The home was vacant at the time and, when the vendor checked it, he found newspaper had been stuffed through the Victorian letterbox in the front door and set alight. The fire had blown itself out and there was only minor damage.
The deposit was forfeited and the house sold to another couple, who still live there with their young family.
After Webster fled, the agent recalled the Drumm family trying to get in touch with Webster's parents in Britain "who just did not want to know about him". His father, now dead, was a senior police officer.
Charges were laid but Webster never appeared and a warrant remains out for his arrest.
Court documents show the alleged arson of the Bayswater home took place in January 1999.
Webster is also charged with setting fire to the home of Ms Drumm's parents two weeks later.
A charge of "stupefying" Ms Drumm ranges from April 26, 1997 - reportedly their wedding day - through to February 1999.
The fourth charge he faces relates to giving Ms Drumm the class-C drug clonazepam - a sedative used to treat epilepsy - the same month.

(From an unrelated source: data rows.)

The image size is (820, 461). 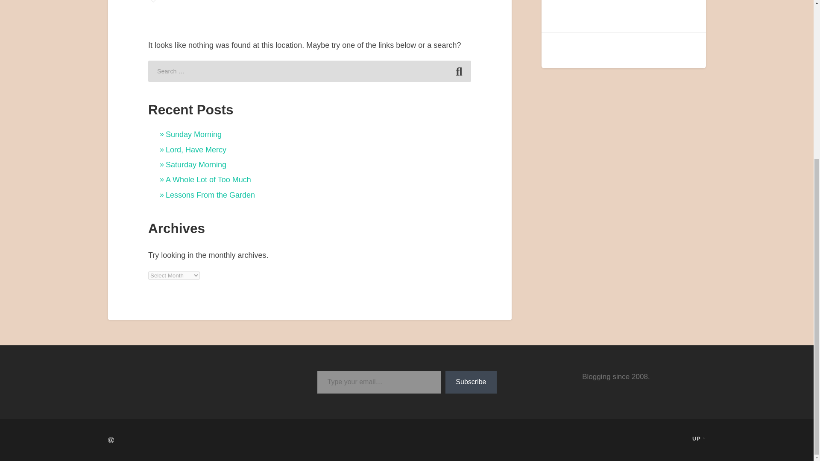 I want to click on Follow Button, so click(x=624, y=14).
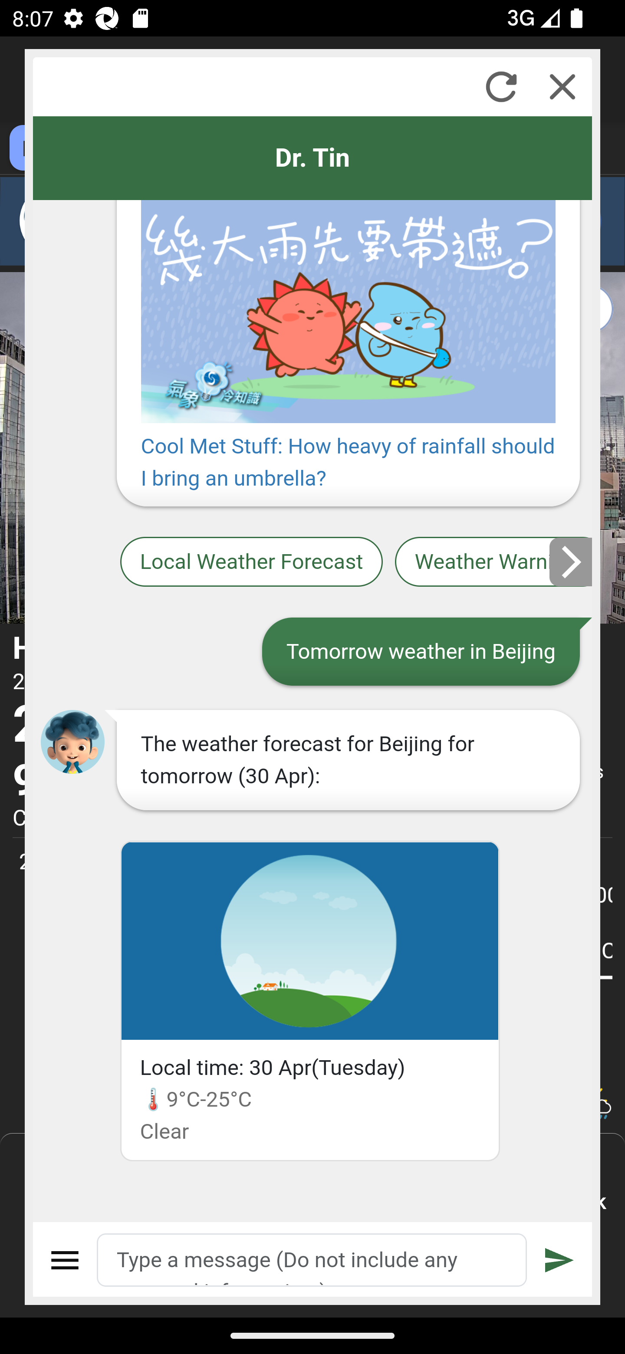 The width and height of the screenshot is (625, 1354). I want to click on Close, so click(562, 86).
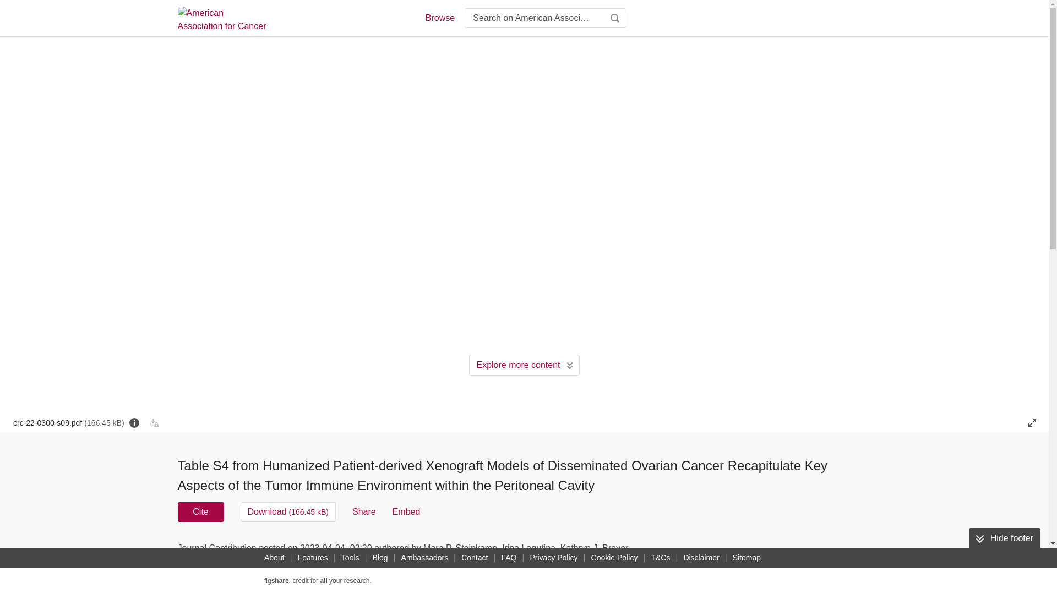  I want to click on Embed, so click(406, 512).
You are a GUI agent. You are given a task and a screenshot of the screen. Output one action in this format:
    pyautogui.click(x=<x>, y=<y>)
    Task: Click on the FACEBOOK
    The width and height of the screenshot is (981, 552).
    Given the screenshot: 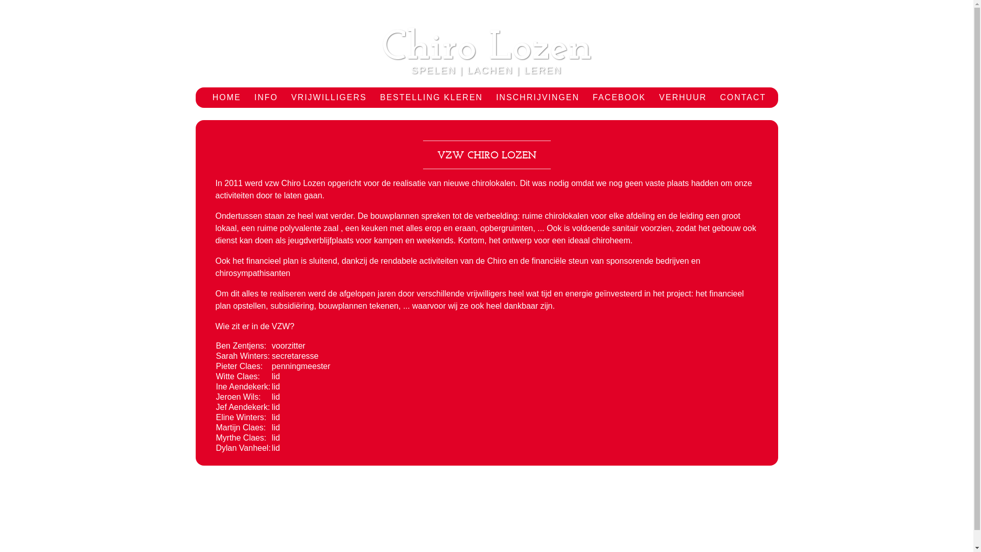 What is the action you would take?
    pyautogui.click(x=619, y=98)
    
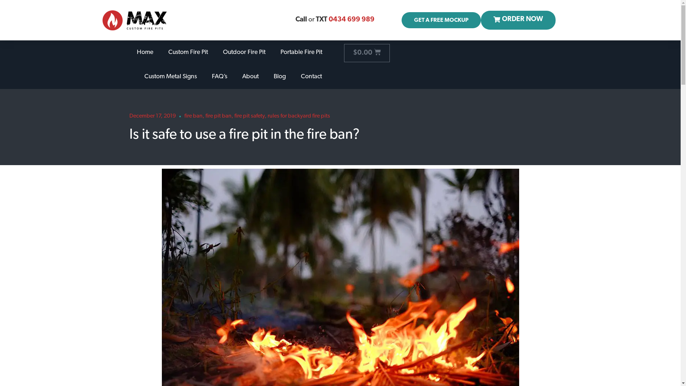 Image resolution: width=686 pixels, height=386 pixels. What do you see at coordinates (152, 117) in the screenshot?
I see `December 17, 2019` at bounding box center [152, 117].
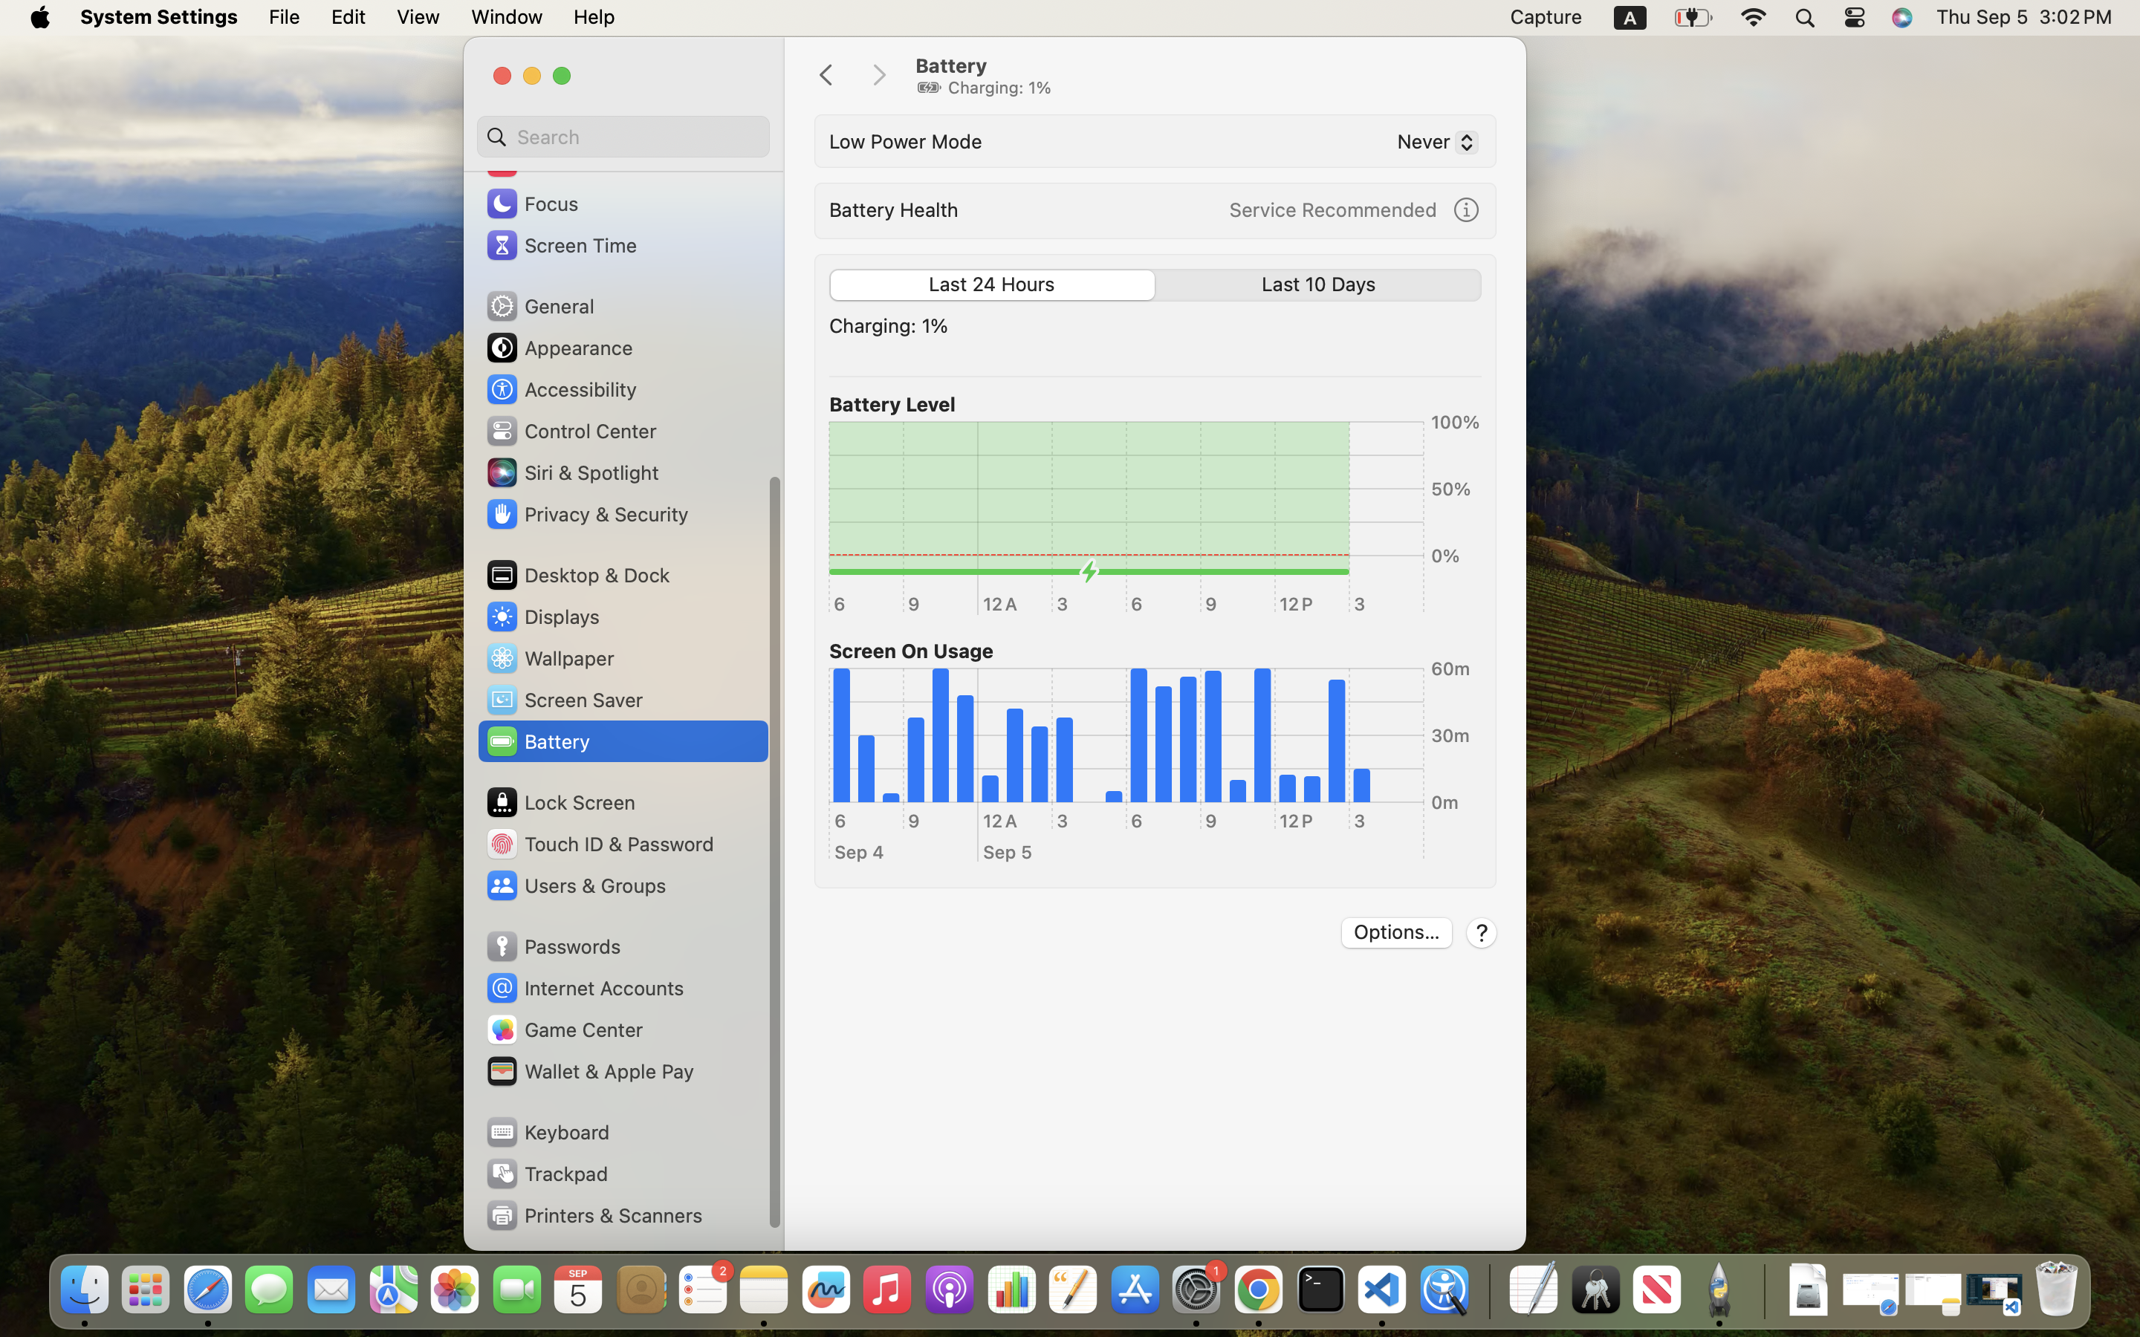 Image resolution: width=2140 pixels, height=1337 pixels. What do you see at coordinates (1432, 145) in the screenshot?
I see `Never` at bounding box center [1432, 145].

Webster's first wife, Claire, also a nurse, was killed in 1994 when their car, which he was driving, hit a tree and he crawled from the wreckage before it burst into flames.
It was initially believed to be an accident. But last week it was revealed that Scottish police were treating it as a homicide after learning of the NZ charges. Forensic tests reportedly found that she was drugged.
Webster, also a nurse, has been living in Britain and working in the health system there since fleeing NZ.
In an interview this week, he denied all the allegations, saying: "I categorically refute the so-called allegations about Felicity."